Schuyler's public career began in the Provincial Assembly of New York in 1768. He represented the people's interests with great boldness, and when the Assembly refused to thank the delegates of the first Continental Congress, or to appoint others to a second Congress, he aided in the organisation of the Provincial Congress which usurped the Assembly's functions and put all power into the hands of the people. Chancellor Kent thought that "in acuteness of intellect, profound thought, indefatigable activity, exhaustless energy, pure patriotism, and persevering and intrepid public efforts, Schuyler had no superior;" and Daniel Webster declared him "second only to Washington in the services he rendered the country."[14] But there was in Schuyler's make-up a touch of arrogance that displayed itself in letters as well as in manners. The soldierly qualities that made him a commander did not qualify him for public place dependent upon the suffrage of men. People respected but did not love him. If they were indignant that Gates succeeded him, they did not want him to govern them, however much it may have been in his heart to serve them faithfully.

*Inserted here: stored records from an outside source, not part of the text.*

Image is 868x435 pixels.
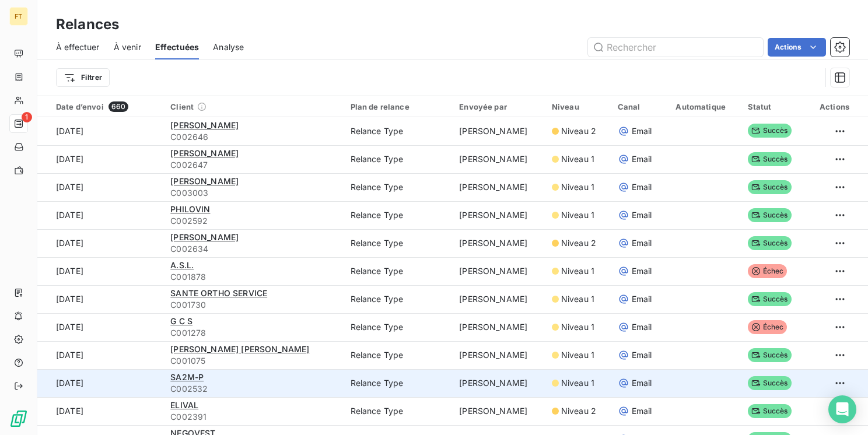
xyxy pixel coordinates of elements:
span: Email [632,266,652,277]
input: Rechercher [588,38,763,56]
span: Niveau 2 [562,406,597,417]
div: Open Intercom Messenger [829,396,857,424]
span: Niveau 2 [562,126,597,137]
span: Succès [748,404,792,419]
div: Automatique [676,102,733,111]
span: Email [632,294,652,305]
td: [DATE] [37,229,164,257]
div: Canal [618,102,662,111]
span: [PERSON_NAME] [170,176,239,186]
span: 660 [109,101,129,112]
span: Email [632,237,652,249]
span: Niveau 2 [562,237,597,249]
span: [PERSON_NAME] [170,148,239,158]
td: Relance Type [344,117,453,145]
td: [PERSON_NAME] [452,369,545,397]
td: Relance Type [344,229,453,257]
td: Relance Type [344,257,453,285]
td: Relance Type [344,314,453,341]
td: [DATE] [37,257,164,285]
span: Niveau 1 [562,154,594,165]
button: Filtrer [56,69,110,87]
td: [PERSON_NAME] [452,257,545,285]
span: C002592 [170,215,336,227]
span: 1 [21,112,32,122]
td: [DATE] [37,285,164,314]
span: C001878 [170,271,336,283]
span: SANTE ORTHO SERVICE [170,288,267,298]
div: Niveau [552,102,604,111]
td: Relance Type [344,397,453,425]
span: C001075 [170,355,336,367]
button: Actions [768,38,826,56]
span: À venir [114,41,141,53]
span: Succès [748,292,792,306]
span: C002634 [170,244,336,255]
span: A.S.L. [170,260,194,270]
span: Succès [748,124,792,138]
td: [PERSON_NAME] [452,341,545,369]
span: Analyse [213,41,244,53]
span: C002647 [170,159,336,171]
td: [DATE] [37,174,164,201]
span: Client [170,102,194,111]
span: G C S [170,316,192,326]
span: Niveau 1 [562,209,594,221]
td: [DATE] [37,145,164,174]
div: Date d’envoi [56,101,156,112]
td: [PERSON_NAME] [452,285,545,314]
td: [PERSON_NAME] [452,397,545,425]
td: Relance Type [344,341,453,369]
span: Email [632,406,652,417]
div: Actions [813,102,849,111]
td: Relance Type [344,369,453,397]
span: Email [632,126,652,137]
span: C002646 [170,131,336,143]
td: [PERSON_NAME] [452,145,545,174]
span: [PERSON_NAME] [170,232,239,242]
td: [PERSON_NAME] [452,314,545,341]
span: À effectuer [56,41,100,53]
span: Niveau 1 [562,266,594,277]
td: [PERSON_NAME] [452,229,545,257]
span: C002532 [170,384,336,395]
div: FT [9,7,28,26]
span: Niveau 1 [562,321,594,333]
td: [DATE] [37,369,164,397]
span: Échec [748,320,787,334]
span: Niveau 1 [562,349,594,361]
td: Relance Type [344,285,453,314]
span: Échec [748,264,787,279]
td: [DATE] [37,341,164,369]
div: Statut [748,102,799,111]
span: Email [632,321,652,333]
td: [DATE] [37,397,164,425]
td: [PERSON_NAME] [452,174,545,201]
td: [DATE] [37,314,164,341]
span: Effectuées [155,41,199,53]
td: [DATE] [37,201,164,229]
td: Relance Type [344,201,453,229]
span: C002391 [170,411,336,423]
span: Niveau 1 [562,294,594,305]
span: Succès [748,376,792,390]
h3: Relances [56,14,119,35]
span: PHILOVIN [170,204,210,214]
span: SA2M-P [170,372,204,382]
span: Email [632,154,652,165]
span: Succès [748,180,792,194]
td: [PERSON_NAME] [452,117,545,145]
span: Succès [748,349,792,362]
div: Envoyée par [459,102,538,111]
span: Email [632,377,652,389]
span: Niveau 1 [562,377,594,389]
span: C001730 [170,299,336,311]
td: [DATE] [37,117,164,145]
span: Niveau 1 [562,181,594,193]
span: [PERSON_NAME] [170,120,239,130]
td: [PERSON_NAME] [452,201,545,229]
td: Relance Type [344,174,453,201]
span: [PERSON_NAME] [PERSON_NAME] [170,344,309,354]
span: Email [632,349,652,361]
span: C001278 [170,327,336,339]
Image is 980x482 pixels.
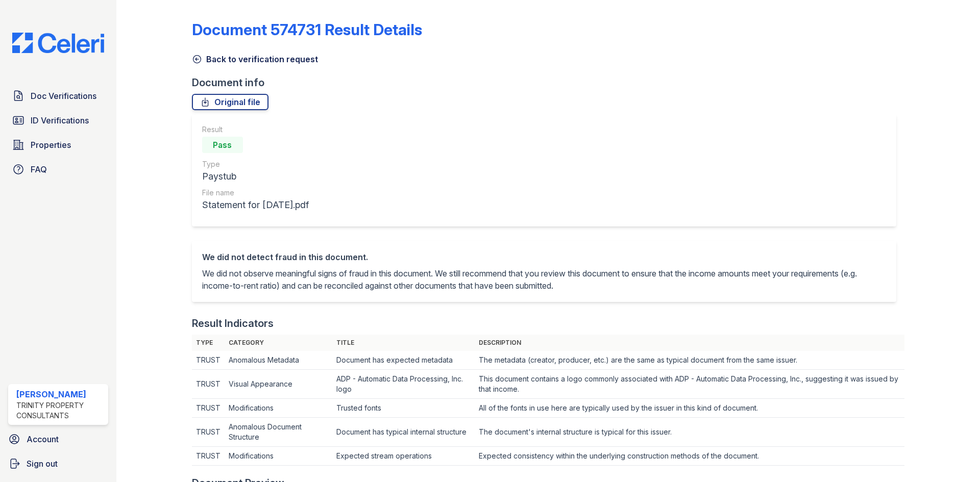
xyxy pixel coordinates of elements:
th: Type [192,334,225,351]
span: Doc Verifications [30,90,96,102]
td: Visual Appearance [225,370,333,399]
div: Paystub [202,170,309,184]
td: Document has expected metadata [332,351,474,370]
div: Pass [202,136,243,153]
a: Properties [8,135,108,155]
td: The metadata (creator, producer, etc.) are the same as typical document from the same issuer. [474,351,904,370]
td: Anomalous Document Structure [225,418,333,447]
div: File name [202,188,309,198]
th: Category [225,334,333,351]
a: ID Verifications [8,110,108,131]
td: TRUST [192,447,225,466]
a: Document 574731 Result Details [192,20,422,39]
a: Doc Verifications [8,86,108,106]
div: Trinity Property Consultants [16,401,104,421]
td: Trusted fonts [332,399,474,418]
td: Expected stream operations [332,447,474,466]
span: FAQ [30,163,47,175]
div: [PERSON_NAME] [16,388,104,401]
span: ID Verifications [30,114,89,127]
span: Account [27,433,59,445]
span: Sign out [27,457,58,470]
td: Anomalous Metadata [225,351,333,370]
td: TRUST [192,351,225,370]
div: We did not detect fraud in this document. [202,251,886,263]
div: Document info [192,76,904,90]
span: Properties [30,139,71,151]
div: Type [202,159,309,170]
td: Modifications [225,447,333,466]
th: Description [474,334,904,351]
p: We did not observe meaningful signs of fraud in this document. We still recommend that you review... [202,267,886,292]
td: TRUST [192,418,225,447]
a: Original file [192,94,269,110]
td: TRUST [192,399,225,418]
div: Statement for [DATE].pdf [202,198,309,212]
td: The document's internal structure is typical for this issuer. [474,418,904,447]
th: Title [332,334,474,351]
div: Result [202,124,309,135]
img: CE_Logo_Blue-a8612792a0a2168367f1c8372b55b34899dd931a85d93a1a3d3e32e68fde9ad4.png [4,33,112,53]
td: TRUST [192,370,225,399]
a: FAQ [8,159,108,180]
a: Back to verification request [192,53,318,65]
td: Document has typical internal structure [332,418,474,447]
a: Account [4,429,112,449]
td: Modifications [225,399,333,418]
td: All of the fonts in use here are typically used by the issuer in this kind of document. [474,399,904,418]
a: Sign out [4,454,112,474]
td: This document contains a logo commonly associated with ADP - Automatic Data Processing, Inc., sug... [474,370,904,399]
td: Expected consistency within the underlying construction methods of the document. [474,447,904,466]
div: Result Indicators [192,316,274,331]
td: ADP - Automatic Data Processing, Inc. logo [332,370,474,399]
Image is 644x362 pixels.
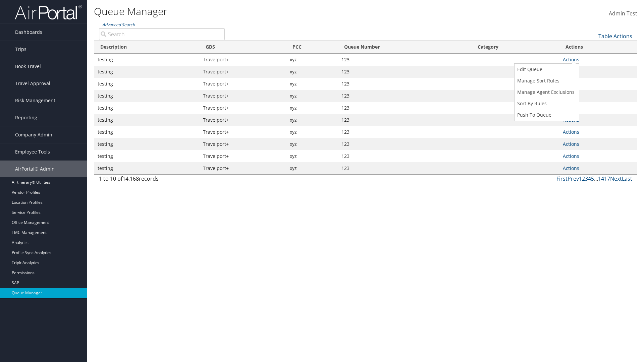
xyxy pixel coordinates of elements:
[94,41,200,53] th: Description: activate to sort column ascending
[514,86,577,98] a: Manage Agent Exclusions
[94,65,200,78] td: testing
[94,78,200,90] td: testing
[514,75,577,86] a: Manage Sort Rules
[200,162,286,174] td: Travelport+
[563,129,579,136] a: Actions
[556,175,568,182] a: First
[94,138,200,150] td: testing
[200,53,286,65] td: Travelport+
[200,65,286,78] td: Travelport+
[102,22,135,28] a: Advanced Search
[15,58,41,75] span: Book Travel
[338,65,472,78] td: 123
[94,102,200,114] td: testing
[123,175,138,182] span: 14,168
[200,138,286,150] td: Travelport+
[563,56,579,62] a: Actions
[94,162,200,174] td: testing
[338,114,472,126] td: 123
[15,92,55,109] span: Risk Management
[338,78,472,90] td: 123
[588,175,591,182] a: 4
[94,150,200,162] td: testing
[200,102,286,114] td: Travelport+
[94,4,456,19] h1: Queue Manager
[559,41,637,53] th: Actions
[286,65,338,78] td: xyz
[15,4,82,20] img: airportal-logo.png
[338,41,472,53] th: Queue Number: activate to sort column ascending
[200,41,286,53] th: GDS: activate to sort column ascending
[610,175,621,182] a: Next
[94,114,200,126] td: testing
[472,41,559,53] th: Category: activate to sort column ascending
[514,63,577,75] a: Edit Queue
[608,10,637,17] span: Admin Test
[99,175,225,186] div: 1 to 10 of records
[582,175,585,182] a: 2
[338,150,472,162] td: 123
[200,78,286,90] td: Travelport+
[338,90,472,102] td: 123
[286,138,338,150] td: xyz
[94,126,200,138] td: testing
[579,175,582,182] a: 1
[286,90,338,102] td: xyz
[563,153,579,159] a: Actions
[338,138,472,150] td: 123
[200,150,286,162] td: Travelport+
[286,78,338,90] td: xyz
[563,165,579,171] a: Actions
[591,175,594,182] a: 5
[286,150,338,162] td: xyz
[608,3,637,24] a: Admin Test
[15,24,43,41] span: Dashboards
[286,53,338,65] td: xyz
[563,140,579,147] a: Actions
[514,110,577,121] a: Push To Queue
[598,175,610,182] a: 1417
[15,75,50,92] span: Travel Approval
[338,162,472,174] td: 123
[286,102,338,114] td: xyz
[15,160,54,177] span: AirPortal® Admin
[200,126,286,138] td: Travelport+
[338,53,472,65] td: 123
[200,90,286,102] td: Travelport+
[594,175,598,182] span: …
[15,41,27,57] span: Trips
[15,127,52,143] span: Company Admin
[99,28,225,41] input: Advanced Search
[585,175,588,182] a: 3
[15,110,38,126] span: Reporting
[286,162,338,174] td: xyz
[621,175,632,182] a: Last
[568,175,579,182] a: Prev
[338,102,472,114] td: 123
[514,98,577,110] a: Sort Using Queue's Rules
[200,114,286,126] td: Travelport+
[598,33,632,40] a: Table Actions
[15,143,50,160] span: Employee Tools
[338,126,472,138] td: 123
[286,126,338,138] td: xyz
[286,41,338,53] th: PCC: activate to sort column ascending
[94,90,200,102] td: testing
[286,114,338,126] td: xyz
[94,53,200,65] td: testing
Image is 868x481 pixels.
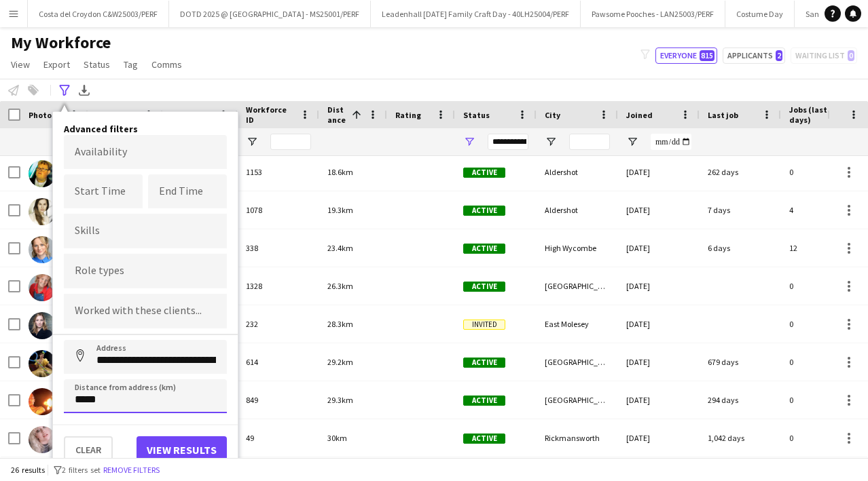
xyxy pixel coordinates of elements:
div: [GEOGRAPHIC_DATA] [537,268,618,304]
div: [DATE] [618,305,699,343]
span: Last Name [171,110,212,120]
div: 7 days [699,191,781,228]
button: Applicants2 [722,47,785,63]
div: 1153 [238,153,319,191]
span: 2 [776,50,782,61]
div: [DATE] [618,153,699,191]
input: Workforce ID Filter Input [271,134,311,150]
a: Export [38,55,75,73]
span: Tag [123,58,138,70]
div: 1328 [238,268,319,304]
input: Type to search clients... [75,305,216,318]
span: 26.3km [328,281,353,291]
input: City Filter Input [569,134,610,150]
button: Open Filter Menu [463,136,475,148]
div: 262 days [699,153,781,191]
a: Tag [118,55,143,73]
span: 29.3km [328,395,353,405]
a: View [5,55,36,73]
span: 2 filters set [62,465,101,475]
span: Jobs (last 90 days) [789,104,845,125]
button: Costume Day [725,1,795,27]
button: View results [137,436,227,463]
input: Type to search skills... [75,225,216,236]
input: Joined Filter Input [651,134,691,150]
span: Invited [463,319,505,330]
span: Rating [396,110,421,120]
div: [DATE] [618,381,699,419]
span: Distance [328,104,346,125]
span: Last job [707,110,739,120]
span: 19.3km [328,205,353,215]
span: City [545,110,560,120]
span: Active [463,434,505,444]
div: [DATE] [618,229,699,267]
div: Aldershot [537,153,618,191]
button: Open Filter Menu [545,136,557,148]
div: East Molesey [537,305,618,343]
div: 1078 [238,191,319,228]
div: Rickmansworth [537,419,618,457]
div: 614 [238,344,319,381]
a: Status [78,55,115,73]
span: Status [84,58,110,70]
span: 18.6km [328,167,353,177]
app-action-btn: Advanced filters [56,82,72,98]
input: Type to search role types... [75,265,216,278]
div: 1,042 days [699,419,781,457]
div: 232 [238,305,319,343]
button: Everyone815 [655,47,717,63]
span: Photo [29,110,52,120]
div: Aldershot [537,191,618,228]
div: [GEOGRAPHIC_DATA] & [GEOGRAPHIC_DATA] [537,381,618,419]
img: Nerine Skinner [29,236,55,263]
span: Export [44,58,70,70]
div: 6 days [699,229,781,267]
div: 679 days [699,344,781,381]
img: Nicole Donald [29,427,55,453]
img: Pip Simpson [29,274,55,302]
div: 294 days [699,381,781,419]
span: Active [463,282,505,292]
img: Matthew (Actor) - Rachel (Agent) Bunn (Actor) - Jenkins (Agent) [29,388,55,415]
img: Jack Mason [29,160,55,187]
span: View [11,58,29,70]
div: [DATE] [618,191,699,228]
span: Workforce ID [246,104,295,125]
span: 29.2km [328,357,353,367]
h4: Advanced filters [63,123,227,135]
span: 815 [699,50,714,61]
span: Active [463,168,505,178]
div: [GEOGRAPHIC_DATA] [537,344,618,381]
span: Status [463,110,489,120]
div: 849 [238,381,319,419]
button: Leadenhall [DATE] Family Craft Day - 40LH25004/PERF [371,1,580,27]
span: Active [463,244,505,253]
span: 30km [328,433,347,444]
span: 23.4km [328,243,353,253]
div: 338 [238,229,319,267]
div: [DATE] [618,268,699,304]
img: katy Allen [29,198,55,225]
span: My Workforce [11,33,111,53]
app-action-btn: Export XLSX [76,82,92,98]
span: First Name [96,110,138,120]
span: Comms [152,58,182,70]
button: Costa del Croydon C&W25003/PERF [28,1,169,27]
div: [DATE] [618,344,699,381]
a: Comms [146,55,188,73]
span: Active [463,358,505,368]
div: 49 [238,419,319,457]
span: 28.3km [328,319,353,329]
span: Active [463,395,505,406]
button: Remove filters [101,463,163,477]
button: DOTD 2025 @ [GEOGRAPHIC_DATA] - MS25001/PERF [169,1,371,27]
img: Eilidh McCormick [29,312,55,339]
div: [DATE] [618,419,699,457]
span: Joined [626,110,653,120]
span: Active [463,205,505,216]
button: Open Filter Menu [626,136,638,148]
button: Open Filter Menu [246,136,258,148]
button: Clear [63,436,113,463]
div: High Wycombe [537,229,618,267]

John Morin Scott represented the radical element among the patriots. By profession he was an able and wealthy lawyer; by occupation a patriotic agitator. John Adams, who breakfasted with him, speaks of his country residence three miles out of town as "an elegant seat, with the Hudson just behind the house, and a rural prospect all around him." But the table seems to have made a deeper impression upon the Yankee patriot than the picturesque scenery of the river. "A more elegant breakfast I never saw—rich plate, a very large silver coffee-pot, a very large silver teapot, napkins of the very finest materials, toast and bread and butter in great perfection. Afterwards a plate of beautiful peaches, another of pears, another of plums, and a musk melon." As a parting salute, this lover of good things spoke of his host as "a sensible man, one of the readiest speakers upon the continent, but not very polite."[15] This is what the Tories thought. According to Jones, the Tory historian, Scott had the misfortune to graduate at Yale—"a college remarkable for its republican principles and religious intolerance," he says, and to belong to a triumvirate whose purpose was "to pull down church and state, and to raise their own government upon the ruins."[16]